Wednesday, 28 September 2011

Cross Country

I lean back in my seat and the music swells up around me.  It's the soundtrack to Tomorrow Never Dies, David Arnold's brilliant score that I once saw described as "a dustbin clattering down an elevator shaft".  Which was a compliment.  Halfway through I realise I should be listening to Casino Royale, because of its sweeping train music and its Czech location filming, but I hate to stop an iPod playlist before it ends.

Berlin's behind us now.  We've passed out of the Hauptbahnhof and through the tunnels and out of the suburbs and into the flat dull landscape of Northern Germany.  It looks much like England; fields, cows, hedges, trees.  Level crossings in the middle of nowhere with a single car being held back for our passage.  It's all very familiar, very temperate Northern Europe, very Protestant.  The BF nods off.  I realise I'm staring out the window and not taking anything in.

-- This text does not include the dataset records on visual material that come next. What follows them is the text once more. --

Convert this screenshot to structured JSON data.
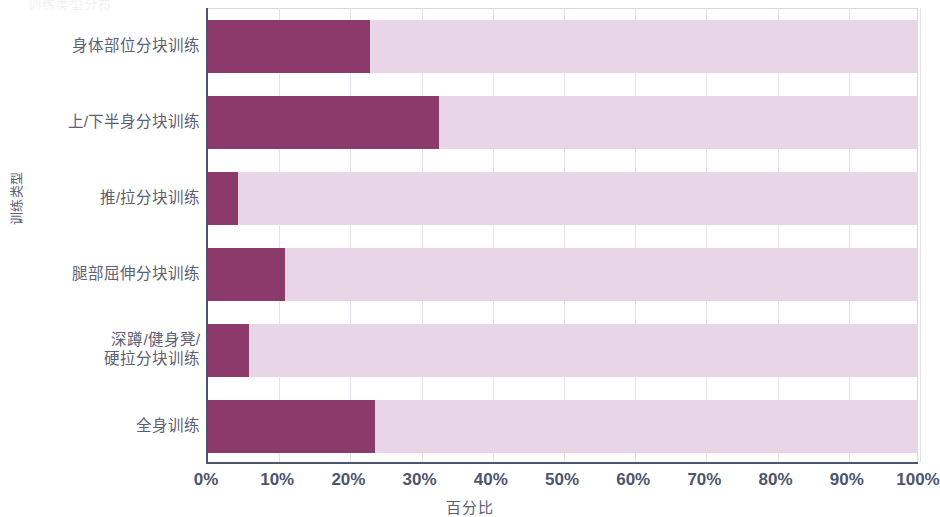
{
  "chart_data": {
    "type": "bar",
    "orientation": "horizontal",
    "stacked": true,
    "title": "训练类型分布",
    "xlabel": "百分比",
    "ylabel": "训练类型",
    "xlim": [
      0,
      100
    ],
    "xticks": [
      "0%",
      "10%",
      "20%",
      "30%",
      "40%",
      "50%",
      "60%",
      "70%",
      "80%",
      "90%",
      "100%"
    ],
    "xtick_values": [
      0,
      10,
      20,
      30,
      40,
      50,
      60,
      70,
      80,
      90,
      100
    ],
    "categories": [
      "身体部位分块训练",
      "上/下半身分块训练",
      "推/拉分块训练",
      "腿部屈伸分块训练",
      "深蹲/健身凳/\n硬拉分块训练",
      "全身训练"
    ],
    "series": [
      {
        "name": "占比",
        "color": "#8b3a6b",
        "values": [
          22.8,
          32.6,
          4.2,
          10.8,
          5.8,
          23.5
        ]
      },
      {
        "name": "剩余",
        "color": "#e8d5e8",
        "values": [
          77.2,
          67.4,
          95.8,
          89.2,
          94.2,
          76.5
        ]
      }
    ],
    "grid": true,
    "grid_axis": "x",
    "legend": false,
    "colors": {
      "bar_fill": "#8b3a6b",
      "bar_remainder": "#e8d5e8",
      "axis": "#4c5470",
      "gridline": "#e2e2e9",
      "text": "#5b6074",
      "background": "#ffffff"
    }
  }
}
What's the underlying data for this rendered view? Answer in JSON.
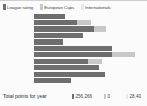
{
  "colors": {
    "league": "#6e6e6e",
    "european": "#c8c8c8",
    "internationals": "#e8e8e8",
    "background": "#fbfbfb",
    "rule": "#cfcfcf",
    "text": "#3d3d3d"
  },
  "legend": {
    "items": [
      {
        "label": "League rating",
        "color": "#6e6e6e",
        "swatch": "legend-swatch-league"
      },
      {
        "label": "European Cups",
        "color": "#c8c8c8",
        "swatch": "legend-swatch-european"
      },
      {
        "label": "Internationals",
        "color": "#e8e8e8",
        "swatch": "legend-swatch-internationals"
      }
    ]
  },
  "footer": {
    "label": "Total points for year",
    "values": [
      {
        "text": "256,266",
        "color": "#6e6e6e"
      },
      {
        "text": "0",
        "color": "#c8c8c8"
      },
      {
        "text": "28,40",
        "color": "#e8e8e8"
      }
    ]
  },
  "chart_data": {
    "type": "bar",
    "orientation": "horizontal",
    "stacked": true,
    "title": "",
    "xlabel": "",
    "ylabel": "",
    "grid": false,
    "legend_position": "top-left",
    "categories": [
      "1",
      "2",
      "3",
      "4",
      "5",
      "6",
      "7",
      "8",
      "9",
      "10",
      "11"
    ],
    "series": [
      {
        "name": "League rating",
        "color": "#6e6e6e",
        "values": [
          32,
          44,
          61,
          50,
          30,
          79,
          79,
          55,
          66,
          72,
          38
        ]
      },
      {
        "name": "European Cups",
        "color": "#c8c8c8",
        "values": [
          0,
          14,
          12,
          0,
          0,
          0,
          24,
          14,
          0,
          0,
          0
        ]
      },
      {
        "name": "Internationals",
        "color": "#e8e8e8",
        "values": [
          0,
          0,
          0,
          0,
          0,
          0,
          0,
          0,
          0,
          0,
          0
        ]
      }
    ],
    "xlim": [
      0,
      113
    ],
    "bar_origin_px": 34
  }
}
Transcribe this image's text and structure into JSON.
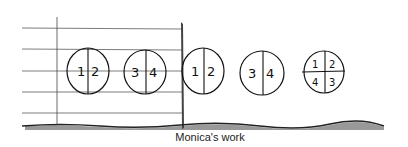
{
  "figure": {
    "caption": "Monica's work",
    "circles": [
      {
        "type": "halves",
        "labels": [
          "1",
          "2"
        ]
      },
      {
        "type": "halves",
        "labels": [
          "3",
          "4"
        ]
      },
      {
        "type": "halves",
        "labels": [
          "1",
          "2"
        ]
      },
      {
        "type": "halves",
        "labels": [
          "3",
          "4"
        ]
      },
      {
        "type": "quarters",
        "labels": [
          "1",
          "2",
          "4",
          "3"
        ]
      }
    ]
  }
}
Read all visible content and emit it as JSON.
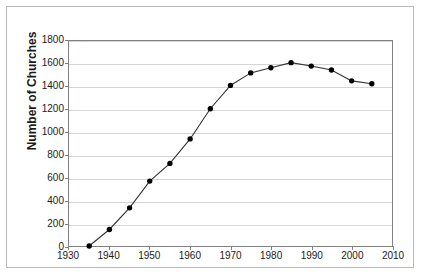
{
  "chart_data": {
    "type": "line",
    "title": "",
    "xlabel": "",
    "ylabel": "Number of Churches",
    "xlim": [
      1930,
      2010
    ],
    "ylim": [
      0,
      1800
    ],
    "xticks": [
      1930,
      1940,
      1950,
      1960,
      1970,
      1980,
      1990,
      2000,
      2010
    ],
    "yticks": [
      0,
      200,
      400,
      600,
      800,
      1000,
      1200,
      1400,
      1600,
      1800
    ],
    "grid": "horizontal",
    "legend": "none",
    "marker": "filled-circle",
    "line_color": "#333333",
    "marker_color": "#000000",
    "x": [
      1935,
      1940,
      1945,
      1950,
      1955,
      1960,
      1965,
      1970,
      1975,
      1980,
      1985,
      1990,
      1995,
      2000,
      2005
    ],
    "values": [
      0,
      145,
      335,
      570,
      725,
      940,
      1205,
      1410,
      1520,
      1565,
      1610,
      1580,
      1545,
      1450,
      1425
    ],
    "series": [
      {
        "name": "Number of Churches",
        "values": [
          0,
          145,
          335,
          570,
          725,
          940,
          1205,
          1410,
          1520,
          1565,
          1610,
          1580,
          1545,
          1450,
          1425
        ]
      }
    ]
  }
}
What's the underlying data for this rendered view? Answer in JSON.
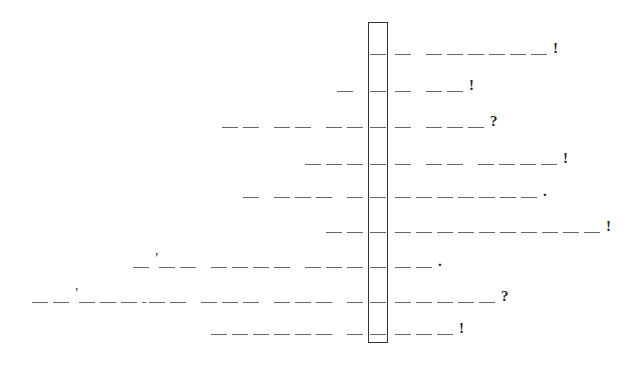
{
  "puzzle": {
    "type": "acrostic-blank-phrases",
    "highlight_box": {
      "x": 368,
      "y": 22,
      "width": 20,
      "height": 321
    },
    "legend": {
      "_": "letter blank",
      " ": "word gap",
      "'": "apostrophe",
      "-": "hyphen"
    },
    "rows": [
      {
        "y": 47,
        "left": "",
        "box": "_",
        "right": "_ ______!"
      },
      {
        "y": 84,
        "left": "_ ",
        "box": "_",
        "right": "_ __!"
      },
      {
        "y": 120,
        "left": "__ __ __",
        "box": "_",
        "right": "_ ___?"
      },
      {
        "y": 157,
        "left": "___",
        "box": "_",
        "right": "_ __ ____!"
      },
      {
        "y": 190,
        "left": "_ ___ _",
        "box": "_",
        "right": "_______."
      },
      {
        "y": 225,
        "left": "__",
        "box": "_",
        "right": "__________!"
      },
      {
        "y": 260,
        "left": "_'__ ____ ___",
        "box": "_",
        "right": "__."
      },
      {
        "y": 295,
        "left": "__'___-__ ___ ___ _",
        "box": "_",
        "right": "_____?"
      },
      {
        "y": 327,
        "left": "______ _",
        "box": "_",
        "right": "___!"
      }
    ]
  }
}
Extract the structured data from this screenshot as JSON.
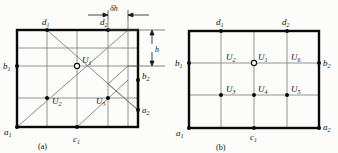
{
  "figure": {
    "caption_a": "(a)",
    "caption_b": "(b)"
  },
  "dimensions": {
    "delta_h": "δh",
    "h": "h"
  },
  "panel_a": {
    "boundary_labels": [
      {
        "id": "d1",
        "base": "d",
        "sub": "1"
      },
      {
        "id": "d2",
        "base": "d",
        "sub": "2"
      },
      {
        "id": "b1",
        "base": "b",
        "sub": "1"
      },
      {
        "id": "b2",
        "base": "b",
        "sub": "2"
      },
      {
        "id": "a1",
        "base": "a",
        "sub": "1"
      },
      {
        "id": "a2",
        "base": "a",
        "sub": "2"
      },
      {
        "id": "c1",
        "base": "c",
        "sub": "1"
      }
    ],
    "node_labels": [
      {
        "id": "U1",
        "base": "U",
        "sub": "1"
      },
      {
        "id": "U2",
        "base": "U",
        "sub": "2"
      },
      {
        "id": "U5",
        "base": "U",
        "sub": "5"
      }
    ]
  },
  "panel_b": {
    "boundary_labels": [
      {
        "id": "d1",
        "base": "d",
        "sub": "1"
      },
      {
        "id": "d2",
        "base": "d",
        "sub": "2"
      },
      {
        "id": "b1",
        "base": "b",
        "sub": "1"
      },
      {
        "id": "b2",
        "base": "b",
        "sub": "2"
      },
      {
        "id": "a1",
        "base": "a",
        "sub": "1"
      },
      {
        "id": "a2",
        "base": "a",
        "sub": "2"
      },
      {
        "id": "c1",
        "base": "c",
        "sub": "1"
      }
    ],
    "node_labels": [
      {
        "id": "U1",
        "base": "U",
        "sub": "1"
      },
      {
        "id": "U2",
        "base": "U",
        "sub": "2"
      },
      {
        "id": "U3",
        "base": "U",
        "sub": "3"
      },
      {
        "id": "U4",
        "base": "U",
        "sub": "4"
      },
      {
        "id": "U5",
        "base": "U",
        "sub": "5"
      },
      {
        "id": "U6",
        "base": "U",
        "sub": "6"
      }
    ]
  },
  "colors": {
    "frame": "#0a0a0a",
    "grid": "#7a7a7a",
    "diagonal": "#6e6e6e",
    "node": "#0a0a0a",
    "background": "#fcfcfa"
  }
}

If I'm honest, the train is a disappointment.  We're aboard the Hamburg-Budapest service, via Berlin, Dresden and our ultimate destination, Prague, taking the leisurely railway route instead of a boring aeroplane.  We treated ourselves to first class seats, for only a small extra, but it doesn't feel first class.  There are no complimentary snacks, no free wi-fi, not even a plug socket at our table.  The red and blue seats are comfortable, but not massively so.  It doesn't feel right, comparing Deutsche Bahn to Virgin and Virgin winning.  We've already had a minor contrempts with a Japanese tourist and his wife.  He'd staked out our table for himself by dropping his massive suitcase across the seats; I politely explained that we had reserved them, and showed him our ticket, causing him to shout down the train at his wife.  He spent the rest of the journey being ping-ponged round the carriage as passengers arrived to claim their reservations.  I began to wonder if he even had a ticket.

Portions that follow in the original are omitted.